The U.S. Department of Justice is arguing in court that Democratic House subpoenas for Donald Trump’s tax returns are somehow unconstitutional, even though the House has the authority to request the tax returns from any citizen in this country, including the President. The DOJ knows that their argument is false, but they have to do everything in their power to protect Donald Trump, as Ring of Fire’s Farron Cousins explains.
Transcript:
*This transcript was generated by a third-party transcription software company, so please excuse any typos.
The United States department of justice is currently arguing at the Supreme Court, that the president complying with a subpoena is somehow unconstitutional according to the number one law enforcement agency in the country. If the president were to obey the law, that would somehow be against the law obeying the law is against the law. We have hit peak 1984 folks. That’s what the DOJ is trying to tell us with these arguments. But what they’re doing right now is arguing in front of the Supreme Court in written arguments, um, that if Donald Trump were to comply with subpoenas for his financial records, tax returns, bank records, all that stuff from either the house of representatives or the New York attorney General’s office, if he complies with any of those than Oh my God, we have absolutely broken the law and we are just not an administration that is keen on breaking the law.
The argument for not complying with the house of representatives subpoenas for his tax information is that the, uh, house of representatives has no legislative purpose for wanting these tax returns. So, you know, we really, we can’t do that. First of all doesn’t have to have a legislative purpose. That’s not how it’s written. They have the authority to subpoena or request and then subpoena. If the request is not fulfilled any tax return from any United States citizen ever for any reason at all, they can do that. They have the authority. President is not exempt from that. And that is why every single lower court that has ruled on this has ruled against the Trump administration and DOJ his legal arguments because they are completely false. Second of all, even if they did need to have some kind of legislative purpose, the legislative purpose can also be for an investigation which the house is also allowed to conduct.
So it doesn’t have to be for a piece of legislation, but it can be for legitimate legislative purposes, which is to conduct an investigation. And as we have repeatedly said about this time last year, we had Donald Trump’s former lawyer, Michael Cohen, go in front of the house of representatives, implicate the president in financial crimes, and the house has an obligation to investigate those. And that is what these subpoenas are about. We need to know if what Michael Cohen told us was true, he told it to the house of representatives. The house of representatives has the authority to investigate this. The house of representatives needs more info and Donald Trump won’t give it to us. Sounds like a legitimate legislative purpose to me.

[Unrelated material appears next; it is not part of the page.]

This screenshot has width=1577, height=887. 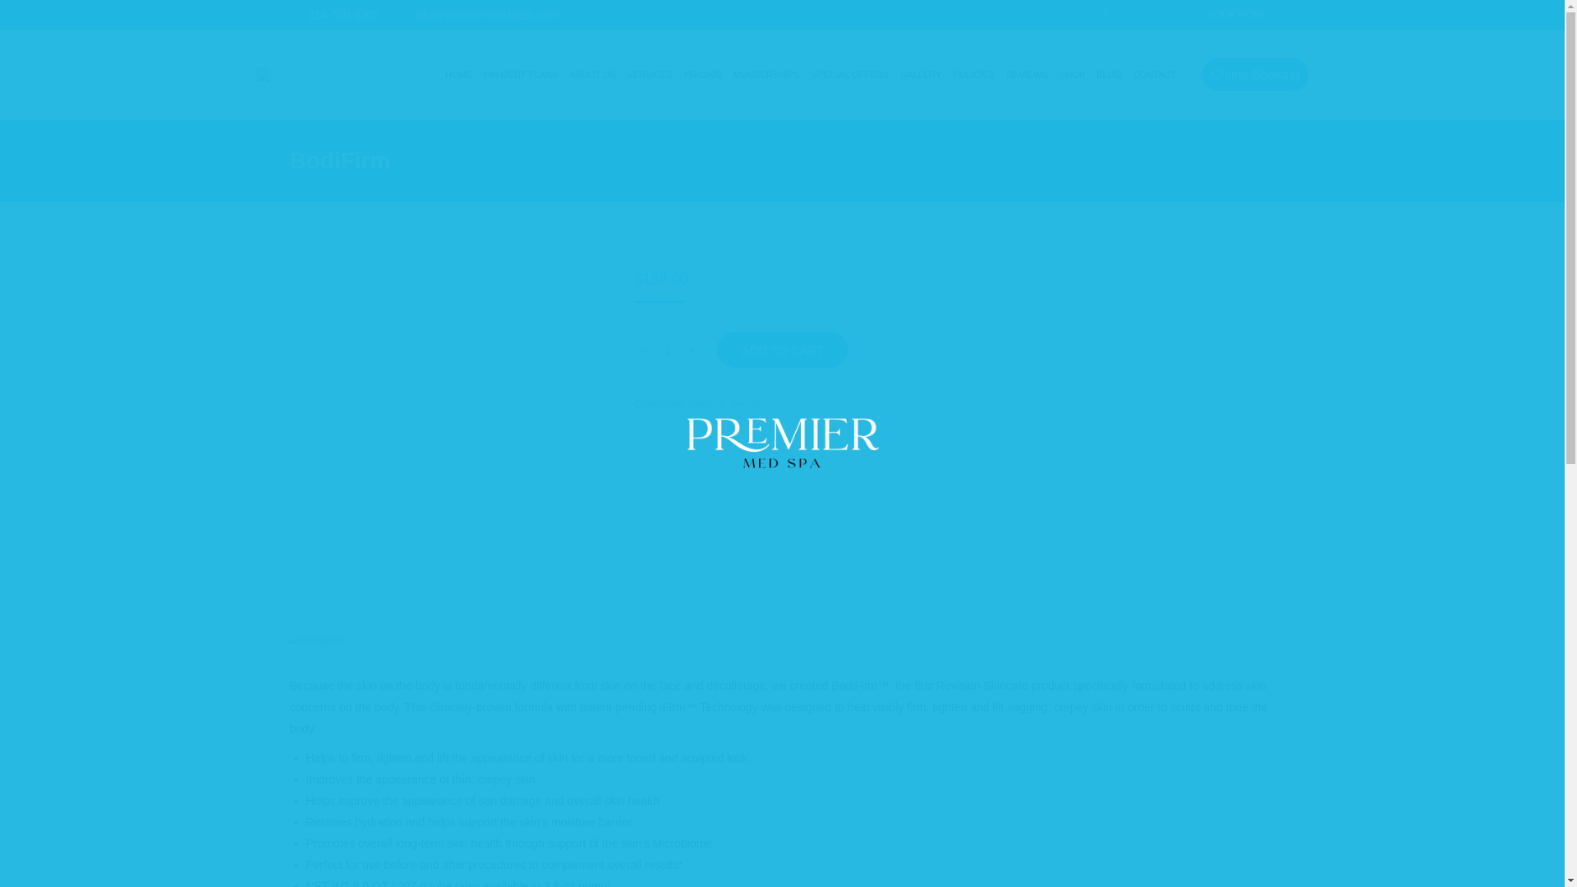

It’s like if somebody randomly accuses me to the FBI of some kind of accounting fraud, guess what? They’re going to come look for my financial records.
You’re not going to find anything. But if I continuously try to hide them and say, no, this isn’t a real criminal investigation. Yeah, that’s not gonna end well for me. What I would do in that instance is just hand them over. Unless of course I had something to hide as Donald Trump clearly does now, he may be hiding criminal activity. He may just be hiding the fact that he is worth a hell of a lot less than we think than he stated. Either way, he doesn’t want us to know what’s in there now for the, uh, New York investigations, they say, well, you can’t do this to the president. You know, he does have a bit of immunity here and, uh, to do so would really interfere with our daily work. You know, interfere with the duties of the presidency. They say if he complied with this, that’s their argument for New York who’s conducting a much better investigation by the way, than the house Democrats have. But nonetheless, the DOJ is trying to say that no president’s still above the law and obeying the law is now somehow against the law. Ladies and gentlemen, that is your tax dollars at work with the United States department of justice.